As part of the development of a system that requires searching by image, we needed to compute feature vectors for use with the Pinecone vector database. All the research we could find focused on either ML approaches, which were untenable due to hopes to perform vector generation in the browser, or hamming distance vector comparison, which are untenable for large scale search.
The README here contains my research into several algorithms' performance, and the repo contains the code that performed the data gathering.
The site alt-text.org is still alpha quality and under active development, and the library backing it is quite small so most searches will fail, but feel free to play around with it.
Twitter users can help build the library with the link in the upper right corner, though it does not yet work on mobile.
Hmm, the smallest model I see is still 4.3MB, are there smaller?
My quick read of the stats offered says that the smaller model's accuracy suffers considerably. I could definitely see running similar tests on it though!
All that said, the matching tensorflow offers from my understanding is also not exactly what I'm after. I'm primarily concerned with matching identical-to-humans images, possibly with small modifications such as size changes. Think more "are these two images identical" vs "give me pictures of dogs"

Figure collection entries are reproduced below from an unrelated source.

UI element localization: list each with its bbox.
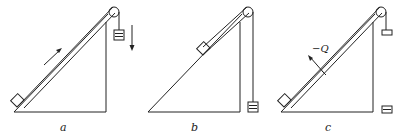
small-weight bbox=[382, 30, 392, 35]
force-arrow bbox=[310, 57, 324, 73]
pulley bbox=[109, 7, 119, 17]
panel-a bbox=[11, 7, 135, 112]
incline bbox=[281, 14, 375, 112]
incline bbox=[148, 14, 242, 112]
hanging-weight bbox=[248, 102, 258, 112]
panel-label-a: a bbox=[60, 121, 67, 134]
panel-label-b: b bbox=[191, 121, 198, 134]
diagram-canvas: −Q a b c bbox=[0, 0, 401, 136]
block bbox=[197, 42, 210, 55]
belt-bottom bbox=[24, 13, 115, 108]
force-label: −Q bbox=[312, 43, 329, 54]
panel-c bbox=[278, 7, 392, 113]
arrow-up-slope bbox=[44, 50, 60, 65]
pulley bbox=[376, 7, 386, 17]
block bbox=[11, 94, 24, 107]
panel-label-c: c bbox=[325, 121, 331, 134]
belt-top bbox=[20, 7, 113, 104]
belt-top bbox=[287, 7, 380, 104]
incline bbox=[14, 14, 108, 112]
block bbox=[278, 94, 291, 107]
pulley bbox=[243, 7, 253, 17]
panel-b bbox=[148, 7, 258, 112]
belt-bottom bbox=[291, 13, 382, 108]
belt-bottom bbox=[206, 13, 249, 52]
hanging-weight bbox=[114, 30, 124, 40]
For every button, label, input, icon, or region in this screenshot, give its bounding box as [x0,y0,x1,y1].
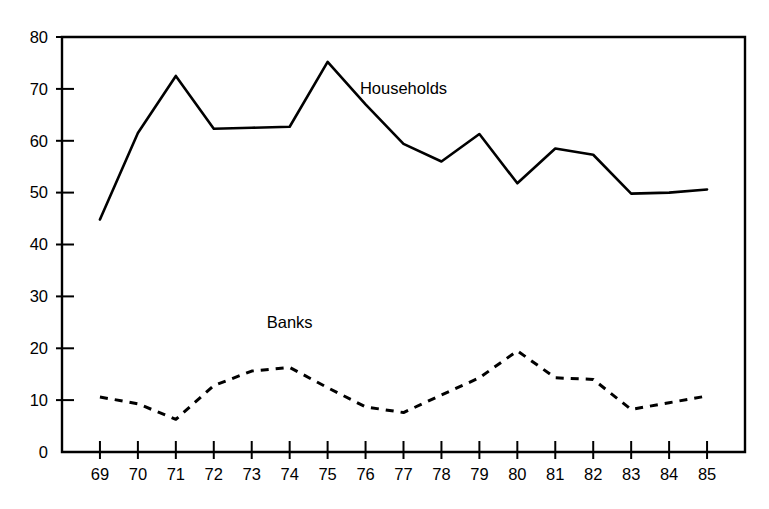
series-annotation-households: Households [360,79,447,97]
y-tick-label-60: 60 [30,132,48,150]
y-tick-label-20: 20 [30,339,48,357]
x-tick-label-72: 72 [205,465,223,483]
plot-border [62,37,745,452]
series-annotation-banks: Banks [267,313,313,331]
line-chart-plot: 0 10 20 30 40 50 60 70 80 69707172737475… [0,0,769,509]
y-tick-label-50: 50 [30,183,48,201]
x-tick-label-80: 80 [508,465,526,483]
x-tick-label-85: 85 [698,465,716,483]
x-tick-label-69: 69 [91,465,109,483]
x-tick-label-77: 77 [394,465,412,483]
y-tick-label-80: 80 [30,28,48,46]
x-tick-label-70: 70 [129,465,147,483]
x-tick-label-84: 84 [660,465,678,483]
x-tick-label-74: 74 [280,465,298,483]
data-series-layer [100,62,707,419]
y-axis-ticks [56,37,74,452]
x-tick-label-81: 81 [546,465,564,483]
series-annotations: HouseholdsBanks [267,79,447,330]
x-tick-label-75: 75 [318,465,336,483]
axis-frame [62,37,745,452]
y-tick-label-40: 40 [30,235,48,253]
x-tick-label-79: 79 [470,465,488,483]
y-tick-label-0: 0 [39,443,48,461]
x-tick-label-71: 71 [167,465,185,483]
x-axis-labels: 6970717273747576777879808182838485 [91,465,716,483]
x-tick-label-82: 82 [584,465,602,483]
x-tick-label-76: 76 [356,465,374,483]
x-tick-label-73: 73 [243,465,261,483]
y-axis-labels: 0 10 20 30 40 50 60 70 80 [30,28,48,461]
y-tick-label-70: 70 [30,80,48,98]
series-line-banks [100,351,707,419]
x-axis-ticks [100,441,707,459]
chart-figure: 0 10 20 30 40 50 60 70 80 69707172737475… [0,0,769,509]
x-tick-label-78: 78 [432,465,450,483]
y-tick-label-30: 30 [30,287,48,305]
x-tick-label-83: 83 [622,465,640,483]
y-tick-label-10: 10 [30,391,48,409]
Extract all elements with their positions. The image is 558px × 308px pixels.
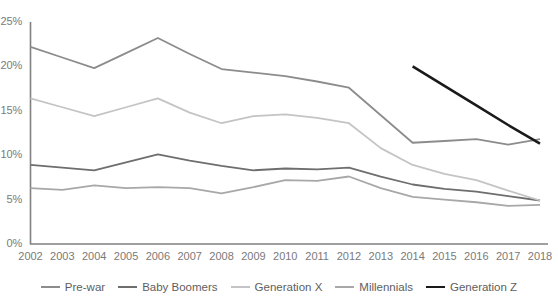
legend-swatch-icon [335,286,354,288]
legend-item-millennials[interactable]: Millennials [335,281,413,293]
axis-lines [31,22,549,244]
x-tick-label: 2005 [114,250,138,262]
legend-item-generation-z[interactable]: Generation Z [426,281,517,293]
x-tick-label: 2003 [50,250,74,262]
x-tick-label: 2011 [305,250,329,262]
legend-label: Millennials [359,281,413,293]
x-tick-label: 2008 [209,250,233,262]
y-tick-label: 0% [0,237,22,249]
series-line-generation-x [31,98,541,200]
y-tick-label: 25% [0,15,22,27]
legend-label: Baby Boomers [142,281,217,293]
x-tick-label: 2004 [82,250,106,262]
x-tick-label: 2016 [464,250,488,262]
y-tick-label: 15% [0,104,22,116]
legend-swatch-icon [426,286,445,288]
x-tick-label: 2007 [177,250,201,262]
x-tick-label: 2015 [432,250,456,262]
legend-item-generation-x[interactable]: Generation X [231,281,323,293]
x-tick-label: 2009 [241,250,265,262]
series-line-pre-war [31,38,541,145]
y-tick-label: 5% [0,193,22,205]
series-line-generation-z [413,66,540,143]
x-tick-label: 2018 [528,250,552,262]
series-lines [31,38,541,206]
legend-item-baby-boomers[interactable]: Baby Boomers [118,281,217,293]
generation-trend-line-chart: 25%20%15%10%5%0% 20022003200420052006200… [0,0,558,308]
x-tick-label: 2002 [18,250,42,262]
x-tick-label: 2017 [496,250,520,262]
legend-label: Generation Z [450,281,517,293]
legend-swatch-icon [41,286,60,288]
x-tick-label: 2013 [369,250,393,262]
x-tick-label: 2010 [273,250,297,262]
x-tick-label: 2006 [146,250,170,262]
legend-item-pre-war[interactable]: Pre-war [41,281,105,293]
legend-swatch-icon [231,286,250,288]
chart-legend: Pre-warBaby BoomersGeneration XMillennia… [0,281,558,293]
legend-label: Pre-war [65,281,105,293]
axis-spine [31,22,549,244]
y-tick-label: 20% [0,59,22,71]
legend-label: Generation X [255,281,323,293]
y-tick-label: 10% [0,148,22,160]
legend-swatch-icon [118,286,137,288]
x-tick-label: 2012 [337,250,361,262]
x-tick-label: 2014 [400,250,424,262]
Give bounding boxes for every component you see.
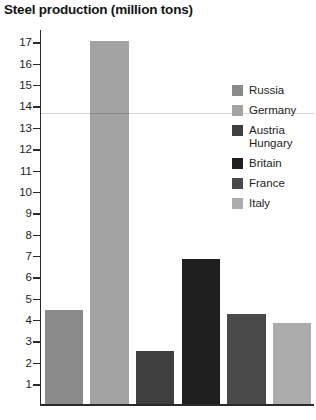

That said, I don't see many good models available for download on tfhub or huggingface optimized for it, but you can always programmatically modify your images (if you truly mean identical to humans) - change white balance, crop, rotate, select adjacent frames from videos, etc. and optimize a network that is small enough for you to be satisfied and see if that works, as a possible alternative.
Cool to see a vector search application that leverages traditional image features. I'm curious to know which of these methods performed best on cropped images, which remain somewhat of a challenge for traditional classification models (contrastive models trained specifically with image crops tend to work much better).
Also for the vector database itself, have you considered spinning up your own open-source alternative such as Milvus (https://github.com/milvus-io/milvus), or were you only considering managed services?
The full cropped results are in the "Correctness" tab of the Google sheet linked at the bottom, with more details in the "Scoring" tab, but TL;DR the intensity vector worked best, with Goldberg (the one I chose) a pretty close second. Goldberg correctly returned the correct result highest-scored in 79% of cases, with it present in the result in 90%.
I'm primarily interested in managed services. I've been an SRE and I hope to not be in that role again.
I also developed a service based on the Goldberg paper in the mid 2010s. We flattened and discretized the signature to make it searchable which gave us pretty good results: https://github.com/ProvenanceLabs/image-match
Sorry I haven’t maintained the project in years so it’s unlikely to work out of the box. But who knows, maybe you’ll find something useful here for your project!
The insertion rates were based on the elasticsearch backend, with multiple shards/nodes (using the already flattened image signatures). Don't remember specifics unfortunately. I never tried it with more than 5 lightness buckets, sorry!
The README here contains my research into several algorithms' performance, and the repo contains the code that performed the data gathering.
The site alt-text.org is still alpha quality and under active development, and the library backing it is quite small so most searches will fail, but feel free to play around with it.